Mat 20:23 You shall drink indeed of my cup, and be baptized with the baptism that I am baptized with: but to sit on my right hand, and on my left, is not mine to give, but [it shall be given to them] for whom it is prepared of my Father.
Christ's predictions can be applied to us all. In this case, Christ, in predicting the suffering of his apostles (all of who died by persecution) but he is also talking about the loss we all suffer, including the loss of our own lives. Christ was, in a very real sense, the universal man, living a life we can all related on the basis of our shared emotions and inescapable fact of human suffering. The central fact of Christ's unjust death is just a perfect foreshadowing of our own, individual deaths (and rebirths).
We all do drink of his cup and suffer taking the plunge, whether we choose to or not. How unlike someone like Mohammed, who was not only a man, but one who had privileges of power and sex that most of us do not even aspire to, much less related to. Mohammed too died, but his death was an act of vengeance (poisoning by a woman whose family Mohammed killed) so unlike most of our deaths.
One of the reason that I cannot quite buy into the complete diefication of Christ is because he makes statements like this, where he clearly separates himself, his will, and his power from that of the Father.
"It is prepared" is from hetoimazô, which means "to make ready," and "to prepare." It has the sense of specifically being preparing for a journey or a reception.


PROBLEM TO SOLVE: Restate the listing below exactly, images excluded.

DATASET RECORDS:
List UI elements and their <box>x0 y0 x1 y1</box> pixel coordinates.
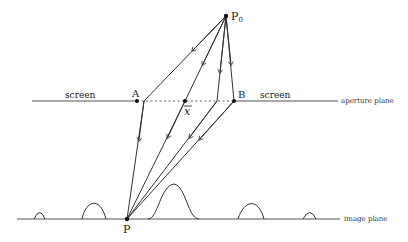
point-b-label: B <box>238 89 245 100</box>
ray-diffracted-1-arrow <box>139 101 144 140</box>
source-label: P0 <box>231 10 243 24</box>
ray-incident-1-arrow <box>193 16 226 50</box>
point-xbar <box>183 99 187 103</box>
ray-diffracted-3-arrow <box>190 101 217 137</box>
diffracted-rays <box>127 101 234 219</box>
image-plane-label: image plane <box>344 215 387 223</box>
incident-rays <box>144 16 234 101</box>
aperture-plane-label: aperture plane <box>341 97 394 105</box>
ray-incident-4-arrow <box>226 16 231 64</box>
intensity-peak-central <box>148 184 199 219</box>
intensity-peak <box>238 204 264 219</box>
ray-diffracted-4-arrow <box>200 101 234 139</box>
xbar-label: x <box>184 105 191 118</box>
ray-diffracted-2-arrow <box>168 101 185 137</box>
ray-incident-3-arrow <box>220 16 226 72</box>
image-plane: image plane <box>17 184 387 223</box>
intensity-peak <box>82 203 106 219</box>
point-a <box>135 99 139 103</box>
source-point-p0 <box>224 14 228 18</box>
screen-left-label: screen <box>65 90 96 100</box>
intensity-peak <box>303 213 316 220</box>
image-point-p <box>125 217 129 221</box>
image-point-label: P <box>123 223 131 236</box>
aperture-plane: screen screen aperture plane <box>32 90 394 105</box>
point-a-label: A <box>131 88 140 99</box>
point-b <box>232 99 236 103</box>
diffraction-diagram: screen screen aperture plane image plane <box>0 0 408 242</box>
ray-incident-2-arrow <box>203 16 226 64</box>
screen-right-label: screen <box>260 90 291 100</box>
intensity-peak <box>34 213 45 220</box>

THE COMPLETED TASK:
List UI elements and their <box>x0 y0 x1 y1</box> pixel coordinates.
point-b-label: B <box>238 89 245 100</box>
ray-diffracted-1-arrow <box>139 101 144 140</box>
source-label: P0 <box>231 10 243 24</box>
ray-incident-1-arrow <box>193 16 226 50</box>
point-xbar <box>183 99 187 103</box>
ray-diffracted-3-arrow <box>190 101 217 137</box>
diffracted-rays <box>127 101 234 219</box>
image-plane-label: image plane <box>344 215 387 223</box>
incident-rays <box>144 16 234 101</box>
aperture-plane-label: aperture plane <box>341 97 394 105</box>
ray-incident-4-arrow <box>226 16 231 64</box>
intensity-peak-central <box>148 184 199 219</box>
intensity-peak <box>238 204 264 219</box>
ray-diffracted-4-arrow <box>200 101 234 139</box>
xbar-label: x <box>184 105 191 118</box>
ray-diffracted-2-arrow <box>168 101 185 137</box>
ray-incident-3-arrow <box>220 16 226 72</box>
image-plane: image plane <box>17 184 387 223</box>
intensity-peak <box>82 203 106 219</box>
point-a <box>135 99 139 103</box>
source-point-p0 <box>224 14 228 18</box>
screen-left-label: screen <box>65 90 96 100</box>
intensity-peak <box>303 213 316 220</box>
image-point-p <box>125 217 129 221</box>
image-point-label: P <box>123 223 131 236</box>
aperture-plane: screen screen aperture plane <box>32 90 394 105</box>
point-a-label: A <box>131 88 140 99</box>
point-b <box>232 99 236 103</box>
diffraction-diagram: screen screen aperture plane image plane <box>0 0 408 242</box>
ray-incident-2-arrow <box>203 16 226 64</box>
screen-right-label: screen <box>260 90 291 100</box>
intensity-peak <box>34 213 45 220</box>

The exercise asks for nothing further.